As for the point of differences, the first one, you are 100% Correct and the 2nd one, you are also correct. In the Liberal Party, you earn voting rights after you have been the member of a branch for a year. This is one measure that helps limit the attempts of Branch Stacking.
There was an attempt to change the Liberal Party rule from the Federal to the State electorate to decide your potential branches. It didn’t get up (rightly so, IMO) because the state Electorates are too small and can change much more significantly than the Federal Electorates, so basing on the Federal Electorates presents with more stability.
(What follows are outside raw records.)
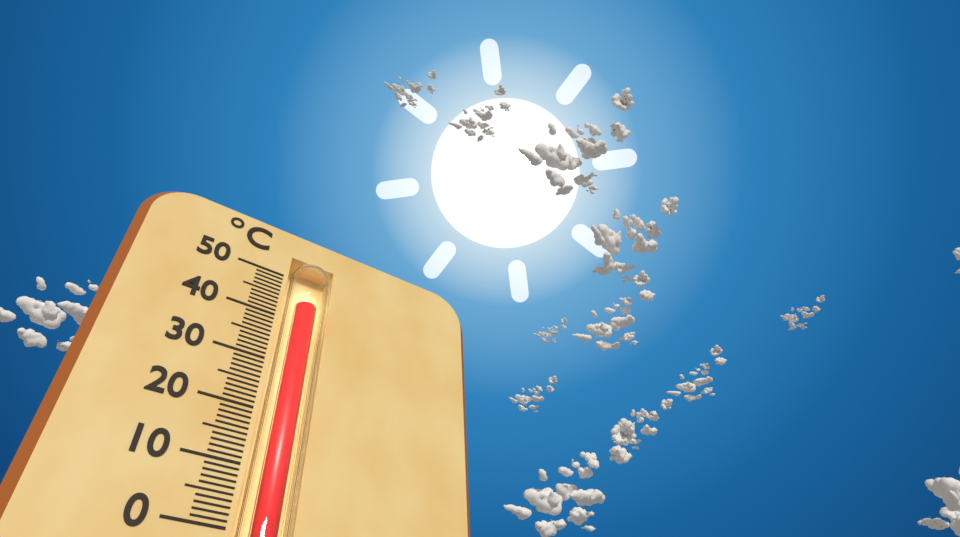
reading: 44 °C
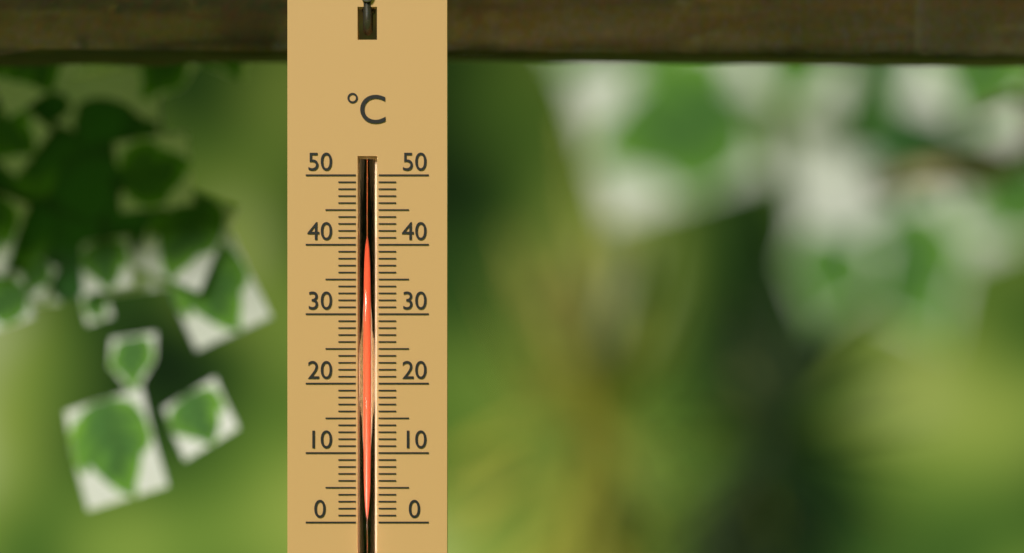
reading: 42 °C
Also, Victorian Labor has been caught out engaging in branch stacking scandals with Adam Somyurek so you are wrong Ian to suggest that branch stacking is solely a Liberal Party/Coalition issue.
@Hawkeye-au and @Yoh An
Looks like someone tried to impersonate me on my IP address and start a political fight, I’m really sorry for any of this and I’ve been trying to resolve this on my end. Ben, can you please delete those two comments?
@Hawkeye – thanks.
ALP also has its rules for preselection voting, but it’s more strict than just a straight 12 months.
I think your concerns wrt state electorate vs federal are overblown. The redistributions are only every 7 years and most times there are only minor changes. And anyway, all it affects is which branch can you be a member of. Where I live I can choose 4 branches, just due to the way the branch boundaries fall vs the state electorate boundary. It doesn’t effect where you can vote in a pre-selection.
It seems crazy to me that you can have all these people all over the state being members of branches they live no where near – anymore. That could still lead to odd outcomes – probably not nefarious though.
Cheers
@insider – all good. Great chat and fascinating to see the machinations like that. Both systems have their pros and cons.